Each time I set foot in Baguio City, I imagine it as timeless. Mornings at 8 feel the same as afternoons at 5, just before the sun sets. Is it my watch or imagination?
But when night descends, darkness with the texture of velvet comes, and slowly, ever slowly, the feeling of timelessness intensifies; 9 p.m. feels like it will stay that way for another two hours.
No wonder Lin B. and her friends couldn’t wait to have a pajama party at 9:30 p.m. up in her suite on the top floor, the fifth, of Baguio Country Club. In Baguio, once you’ve stayed at BCC, you don’t want to stay anywhere else.

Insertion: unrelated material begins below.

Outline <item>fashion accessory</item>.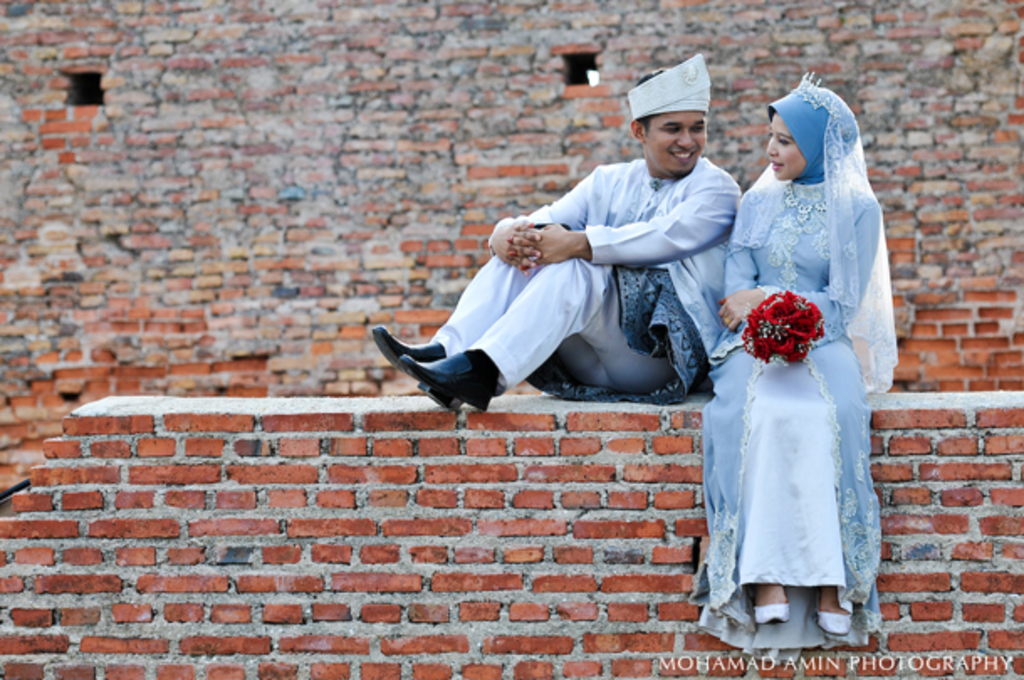
Outline: box=[749, 596, 792, 625].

A Baguio without BCC? Unthinkable; like owning a crown without a jewel.
Just as unimaginable, a Country Club without its Verandah, where everybody runs into everybody else, whatever the hour, whether for breakfast, lunch, merienda, dinner – a free treat called people-watching, no tickets required. Last weekend, the people to run into included Gen. William Brawner, Armed Forces chief of staff; Rey Sison, whom you call when you need a grand piano, harp, or glockenspiel; Maja Oliveros Co, interior designer, in a class of her own; Tricie Cepeda; and the pretty girl scooping out “taho” into paper cups and then adding syrup and tapioca pearls to make the treat complete.
After lunch and using Lin’s car, driver Alvin showed me and cousin Ann a place called Porta Varga, a small mall with a big appeal. The building in a welcoming shade of purple looks new and fresh, large and airy, and it had everything from peanut brittle (but no ube jam) to indoor plants and little gifts for “pasalubong” – the Good Shepherd sisters certainly know their business after decades of turning out their famous “branded” strawberry jam. Since I was a kid, the good sisters have been famous for their jam, a perfect going-away souvenir to take home, as much a no-brainer as Country Club’s don’t-go-home-without-it raisin bread.
Back at the club, a ribbon of excitement could be felt as the hour neared for Cecile Licad, “the pianist’s pianist,” and her by-invitation-only concert at the BCC Convention Center.